An explorer caught by the aboriginals of Mercury, who is tied to the back of a salamander-like monster that carries him away into the sun-ward deserts of the planet. Almost swooning with the insupportable heat, he sees the lifting of an artificial lid in the desert floor, and is rescued and carried into subterranean regions by strange beings who have achieved immortality by wearing clothes of a material that excludes the destructive cosmic rays.
2

Smith began the composition of the story around the middle of December 1931, but its completion was delayed until mid-January because his mother became ill with an infected heel, which required him both to care for her and to accomplish the chores she usually performed.
He was not overly pleased with the completed product, describing it as “a lot of tripe, I’m afraid; but if it brings me a 200.00 dollar check, [it] will have served its purpose”.
3
Lovecraft, as usual, offered his support, telling Smith encouragingly “What you suggest about ‘The Immortals of Mercury’ sounds alluring, even though concessions to Claytonism may have been made”.
4
Unfortunately, Bates rejected the story for the same reasons discussed above (see “The Invisible City”).

In order to increase the chances of its acceptance by Farnsworth Wright, Smith rewrote the tale to give it “a grim and terrific ending”,
5
which led HPL to observe ironically “for once commercial pressure may have an effect other than deleterious—leading you into some potent realism which you would not otherwise have introduced”.
6
(This remark was related to a running exchange between Smith and Lovecraft concerning the relative merits of romanticism versus realism in the weird tale.) Wright declined to use “The Immortals of Mercury,” preferring instead to serialize such immortal classics as Victor Rousseau’s “The Phantom Hand” (
Weird Tales
, July through November 1932) and public domain novels like
Frankenstein
.

David Lasser accepted “The Immortals of Mercury,” mentioning that they might print it as a separate pamphlet rather than use it in either
Wonder Stories
or its sister quarterly.
7
The booklet appeared early that summer, with Lovecraft writing Smith that he found it waiting for him upon his return from a trip to New Orleans:

It would have been much better, I fancy, if not deprived of the parts you mention—but even as it is it furnishes more than one authentic shudder.
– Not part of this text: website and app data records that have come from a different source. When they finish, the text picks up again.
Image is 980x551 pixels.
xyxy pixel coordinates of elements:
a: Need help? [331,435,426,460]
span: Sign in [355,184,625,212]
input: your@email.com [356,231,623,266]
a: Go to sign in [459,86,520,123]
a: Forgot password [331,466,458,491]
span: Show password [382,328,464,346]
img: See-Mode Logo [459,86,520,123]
It ought to have “eckshun” enough to suit even the canny Gernsback, & in addition, the later parts give a very real thrill of subterrene horror. Glad that Hugo & Co. didn’t demand a happy ending—the present abrupt punch comes as a magnificently ironic touch.
8

According to the accounts obtained by his attorney, Ione Weber, Smith was due eighty dollars from Gernsback’s Stellar Publication Corporation for the story’s publication as
Science Fiction Series
no. 16, a rather unprepossessing pamphlet issued with no cover illustration. The story was included in
TSS
. No complete manuscript exists, although we were able to examine several pages of a first draft for “Immortals.” We also compared the text from
TSS
with that of a copy of the 1932 pamphlet corrected by Smith, and between them were able to correct most of the numerous typographical errors that crept into both editions.

1.
SS
160.

2.
SS
173.

3. CAS, letter to Derleth, January 19, 1932 (ms, SHSW). Two hundred dollars is what
Astounding Stories
would have paid for the ten thousand word novelette.
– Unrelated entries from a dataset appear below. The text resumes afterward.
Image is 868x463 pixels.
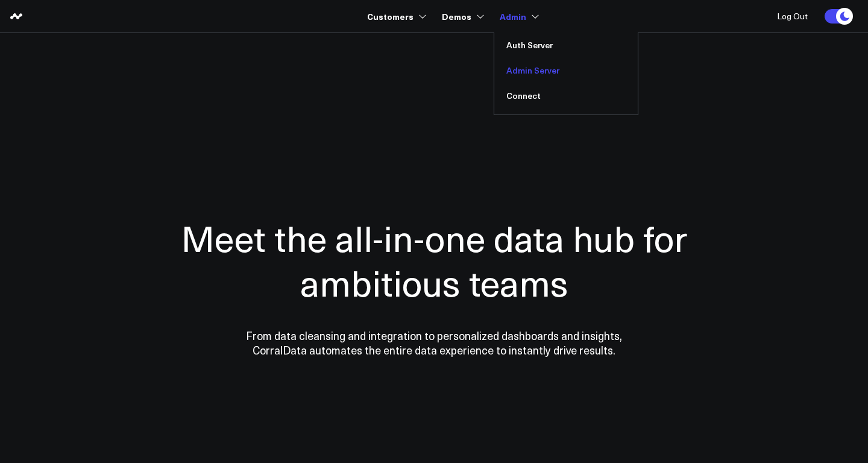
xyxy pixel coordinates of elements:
[494,32,638,58] a: Auth Server
[494,58,638,83] a: Admin Server
[442,5,482,27] a: Demos
[139,215,729,304] h1: Meet the all-in-one data hub for ambitious teams
[500,5,537,27] a: Admin
[494,83,638,108] a: Connect
[367,5,424,27] a: Customers
[220,329,648,358] p: From data cleansing and integration to personalized dashboards and insights, CorralData automates...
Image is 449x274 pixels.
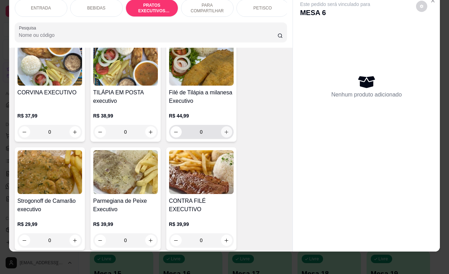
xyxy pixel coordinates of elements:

4. HPL, letter to CAS [postmarked January 28, 1932] (ms, JHL).

5. CAS, letter to AWD, February 21, 1932 (ms, SHSW).

6. HPL, letter to CAS, February 26, 1932 (AHT).

7. David Lasser, letter to CAS, March 16, 1932 (ms, JHL).

8. HPL, letter to CAS, July 10, 1932 (AHT).

The Empire of the Necromancers

I
n this story Smith introduced what Brian Stableford has called “the most dramatically appropriate”
1
of his secondary worlds, Zothique. Will Murray,
2
Steve Behrends
3
and Jim Rockhill
4
have all discussed the origins of this series in some depth, tracing its origins as far back as Smith’s 1911 poem “The Last Night”
5
and a brief sketch “Account of an Actual Dream—1912.”
6
CAS described it to L. Sprague de Camp as “the last inhabited continent of earth” where the “science and machinery of our present civilization have long been forgotten, together with our present religions. But many gods are worshipped; and sorcery and demonism prevail again as in ancient days.”
7
The first use of the name occurs in a synopsis for “Vizaphmal in Ophiuchus,” a never-completed sequel to “The Monster of the Prophecy,” where it referred to a world in another solar system, that he plotted in April 1930.
8
In February 1931 he came up with the idea of “Gnydron, a continent of the far future, in the South Atlantic, which is more subject to incursions of ‘outsideness’ than any former terrene realm; and more liable to the visitation of beings from galaxies not yet visible; also, to shifting admixtures and interchanges with other dimensions or planes of entity”.
9

Also in 1930 CAS scribbled an idea about the exploitation of the dead by the living, which he called “The Empire of the Necromancers:” “Two sorcerers, who raise up an entire people from the dead, in order that they may reign over them. The dead, however, revolt against being brought back to life”.
10
The idea laid dormant, much like the people of Cincor, until he developed the plot further in August or September 1931:

A story told by a man centuries dead—the prince of a perished people. He and all his subjects are raised up from death to be the slaves of two necromancers greedy of dominion and power. These people, living a ghostly, hollow, shadow-like existence, are driven to toil for the necromancers, are tortured for their sadistic pleasure, made to serve their necrophilic lusts. The prince, learning the secret of their power, and throwing off their spell in a measure, resolves to rescue his people from this terrible doom. He contrives that the necromancers shall themselves die, to awaken at a stated time and find themselves among the living dead. Then he and his people, freed from their slavery, seek the oblivion of a second death by flinging themselves into the subterranean fires beneath the kingdom.
11

Smith worked on it at the same time as, and possibly as an antidote to, “The Invisible City” and “The Immortals of Mercury,” completing it on January 7, 1932. “There is a queer mood in this little tale; and, like my forthcoming, ‘The Planet of the Dead,’ it is muchly overgreened with what H. P. once referred to as the ‘verdigris of decadence’.”
12
HPL called it “great—one of the best things I’ve seen lately—& I’m immensely glad to learn that it has landed with Wright”.
13
“The Empire of the Necromancers” was the most popular story in the September 1932 issue of
Weird Tales.
It was collected in
LW
and
RA
. This text is based upon two carbon copies of the typescript, one at JHL forming part of Smith’s papers, and another presented by CAS to Lester Anderson, a Bay Area science fiction fan, that incorporates some holograph changes that do not appear on either the JHL copy or the published text . This presentation copy was purchased by the Bancroft Library a few years ago as part of a large lot of Smith’s letters, manuscripts and other ephemera.